A Japanese author has found 650,000 buyers in recent months for two books contending that a worldwide Jewish conspiracy is to blame for Japan's increasing economic woes.
Masami Uno maintains in his two best-sellers that a Jewish conspiracy explains the Japanese yen's surge against the dollar, rising unemployment and growing U.S. demands for trade laws to reduce Japanese imports.Foreign Jews living in Japan have expressed concern over the apparent public appetite for Mr. Uno's works and a flurry of other recent books with similar themes.
"We know of about 12 to 14 books that propel the conspiratorial theory . . . that Jews control the world and are trying to bring Japan to its knees," said an American rabbi,Michael Shudrich, of the Jewish Community Center in Japan.
He said about 150 Jewish families live in Japan.
Another foreign Jew living in Tokyo, speaking only on condition of anonymity, said he feared such books could foster anti-Semitism at a time when many Japanese are edgy and resentful over the sudden halt to years of uninterrupted growth.
An Israeli Embassy official, also insisting on anonymity, said: "We are bothered by this new and disturbing phenomenon, but we have not issued a formal complaint because that would be unproductive."
Mr. Uno, a Japanese Christian, also is the founder and leader of a private organization in Osaka called the Middle East Problems Research Center.

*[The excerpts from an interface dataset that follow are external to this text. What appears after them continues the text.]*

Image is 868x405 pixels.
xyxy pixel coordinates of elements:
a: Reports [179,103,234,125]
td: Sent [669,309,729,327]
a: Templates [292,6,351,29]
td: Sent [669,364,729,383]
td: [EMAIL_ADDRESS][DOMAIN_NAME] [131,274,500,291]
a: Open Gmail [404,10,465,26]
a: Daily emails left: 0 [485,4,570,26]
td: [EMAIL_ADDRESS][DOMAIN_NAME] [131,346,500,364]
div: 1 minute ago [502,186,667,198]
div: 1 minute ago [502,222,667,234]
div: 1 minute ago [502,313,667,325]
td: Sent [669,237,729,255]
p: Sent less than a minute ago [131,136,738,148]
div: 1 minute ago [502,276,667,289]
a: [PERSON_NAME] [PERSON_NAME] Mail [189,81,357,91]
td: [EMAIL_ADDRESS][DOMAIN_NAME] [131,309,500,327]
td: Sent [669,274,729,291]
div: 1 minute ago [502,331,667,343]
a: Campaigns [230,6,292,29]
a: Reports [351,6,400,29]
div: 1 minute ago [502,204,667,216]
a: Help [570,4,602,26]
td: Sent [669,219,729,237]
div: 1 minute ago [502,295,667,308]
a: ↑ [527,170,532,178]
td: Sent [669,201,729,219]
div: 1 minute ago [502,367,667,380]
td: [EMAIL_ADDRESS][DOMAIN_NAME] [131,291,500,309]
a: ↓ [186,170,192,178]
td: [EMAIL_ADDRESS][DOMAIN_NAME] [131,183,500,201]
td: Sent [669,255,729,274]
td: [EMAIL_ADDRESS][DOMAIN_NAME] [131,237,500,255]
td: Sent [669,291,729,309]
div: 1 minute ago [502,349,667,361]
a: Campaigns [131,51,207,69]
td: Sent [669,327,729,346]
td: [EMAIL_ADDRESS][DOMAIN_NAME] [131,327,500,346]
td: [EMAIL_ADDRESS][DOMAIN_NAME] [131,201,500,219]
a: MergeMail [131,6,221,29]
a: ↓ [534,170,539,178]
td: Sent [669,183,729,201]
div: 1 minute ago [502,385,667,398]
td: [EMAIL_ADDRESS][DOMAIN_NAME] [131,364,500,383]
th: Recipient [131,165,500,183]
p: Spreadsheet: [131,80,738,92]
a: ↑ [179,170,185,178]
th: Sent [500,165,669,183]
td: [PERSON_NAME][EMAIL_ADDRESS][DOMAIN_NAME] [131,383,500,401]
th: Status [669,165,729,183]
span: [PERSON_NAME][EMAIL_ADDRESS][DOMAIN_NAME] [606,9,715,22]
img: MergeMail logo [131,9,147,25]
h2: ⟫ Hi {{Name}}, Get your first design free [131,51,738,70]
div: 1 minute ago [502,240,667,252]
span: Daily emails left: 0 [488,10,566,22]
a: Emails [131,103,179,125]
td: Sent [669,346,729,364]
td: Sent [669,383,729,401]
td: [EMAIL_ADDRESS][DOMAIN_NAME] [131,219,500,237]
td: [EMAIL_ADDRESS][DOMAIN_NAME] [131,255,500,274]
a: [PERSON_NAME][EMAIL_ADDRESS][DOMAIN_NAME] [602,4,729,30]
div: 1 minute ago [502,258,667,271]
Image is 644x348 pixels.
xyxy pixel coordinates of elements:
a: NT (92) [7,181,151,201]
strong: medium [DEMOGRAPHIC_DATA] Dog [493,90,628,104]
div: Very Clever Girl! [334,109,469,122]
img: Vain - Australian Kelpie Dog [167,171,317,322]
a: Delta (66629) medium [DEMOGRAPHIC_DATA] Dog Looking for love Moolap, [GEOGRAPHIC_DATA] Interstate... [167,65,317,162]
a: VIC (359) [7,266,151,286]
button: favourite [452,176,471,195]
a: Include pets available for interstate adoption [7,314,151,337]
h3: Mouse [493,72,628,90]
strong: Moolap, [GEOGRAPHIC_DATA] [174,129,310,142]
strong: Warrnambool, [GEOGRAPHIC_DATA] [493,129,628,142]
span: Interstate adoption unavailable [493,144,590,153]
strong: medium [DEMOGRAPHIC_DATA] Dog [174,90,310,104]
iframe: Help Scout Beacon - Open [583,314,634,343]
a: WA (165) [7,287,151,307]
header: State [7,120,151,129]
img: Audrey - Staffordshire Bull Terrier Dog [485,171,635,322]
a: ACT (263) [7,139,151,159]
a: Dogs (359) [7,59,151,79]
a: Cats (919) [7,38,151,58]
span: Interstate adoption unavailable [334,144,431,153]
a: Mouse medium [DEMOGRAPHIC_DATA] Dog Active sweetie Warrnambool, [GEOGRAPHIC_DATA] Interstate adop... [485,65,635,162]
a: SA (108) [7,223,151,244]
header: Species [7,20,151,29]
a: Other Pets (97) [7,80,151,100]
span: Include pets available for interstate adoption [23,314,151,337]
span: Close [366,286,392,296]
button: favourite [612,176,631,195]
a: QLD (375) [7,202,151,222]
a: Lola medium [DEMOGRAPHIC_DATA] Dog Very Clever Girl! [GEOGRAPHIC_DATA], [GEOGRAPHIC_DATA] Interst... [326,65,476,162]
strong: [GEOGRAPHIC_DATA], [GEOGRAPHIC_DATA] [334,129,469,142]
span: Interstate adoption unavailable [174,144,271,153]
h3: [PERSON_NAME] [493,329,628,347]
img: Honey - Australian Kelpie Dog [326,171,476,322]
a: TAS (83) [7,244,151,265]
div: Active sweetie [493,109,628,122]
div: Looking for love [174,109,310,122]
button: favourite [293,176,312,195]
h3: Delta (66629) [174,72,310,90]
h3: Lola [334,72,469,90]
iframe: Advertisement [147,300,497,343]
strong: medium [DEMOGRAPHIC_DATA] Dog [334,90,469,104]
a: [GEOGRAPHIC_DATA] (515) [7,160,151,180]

In his book "If You Understand Judea You Can Understand the World," he wrote: "The outflow of massive capital away from Japan because of the high yen at home and high interest rates abroad is a plot to increase the value of international Jewish capital at the expense of Japan."
The yen has strengthened by nearly 60 percent against the dollar since September 1985 - from 242 to the dollar to about 150 to the dollar in recent trading. The yen's rise in value makes Japanese goods more expensive overseas and cuts export demand. Unemployment reached 3 percent in January, the highest level since figures first were compiled in 1953, and investment and profits are down in many industries.
Mr. Uno claims Jews plan to make Japan the world's "sacrificial lamb" in the next global depression, which he predicts will come about in 1990. He contends Jews control the world's capital, energy, food supply and media and dominate the United States.
In another book, "If You Understand Judea You Can Understand Japan," Mr. Uno claims the Jews are grooming South Korea as Japan's economic rival.
One of the books was published last April and the other in November.
Rabbi Shudrich points out that many of Mr. Uno's premises are false, such as his claim that IBM, General Motors and other major U.S. corporations are Jewish-controlled. He called the books a "rather disturbing pack of misinformation and disinformation."
"The worst part of this disturbing new phenomenon is that the average Japanese has no context to put it into, no access to where the facts lie (and) no reason to suspect they (the books) are based on a bunch of lies," he said.
Mr. Shudrich added that since so few Jews live in Japan and nearly all are expatriates, "the potential for real local impact is limited" in attempts to correct misperceptions.
Masao Kunihiro, a professor at Tokyo's Sophia University and an outspoken social critic, said the popularity of Mr. Uno's books may be "another sign of growing Japanese resentment toward America over recent trade wrangles . . . The resentment finds an immediate outlet in the Jews."
"Of course not every American is of Jewish descent, but many Japanese erroneously associate Jews with America," he said in an interview.
Mr. Kunihiro called Mr. Uno's premises "apple sauce and nonsense," but noted that some Japanese tend to "accept that kind of simplistic and overly naive explanation."
"This is not the first time that a ridiculous book has sold well here," he added. "It's simply another sign of the terrible intellectual immaturity of the Japanese reading public."
He cited a 1972 best seller, "The Japanese and the Jews," which maintained that Jews and Japanese are alike because both are "a race apart."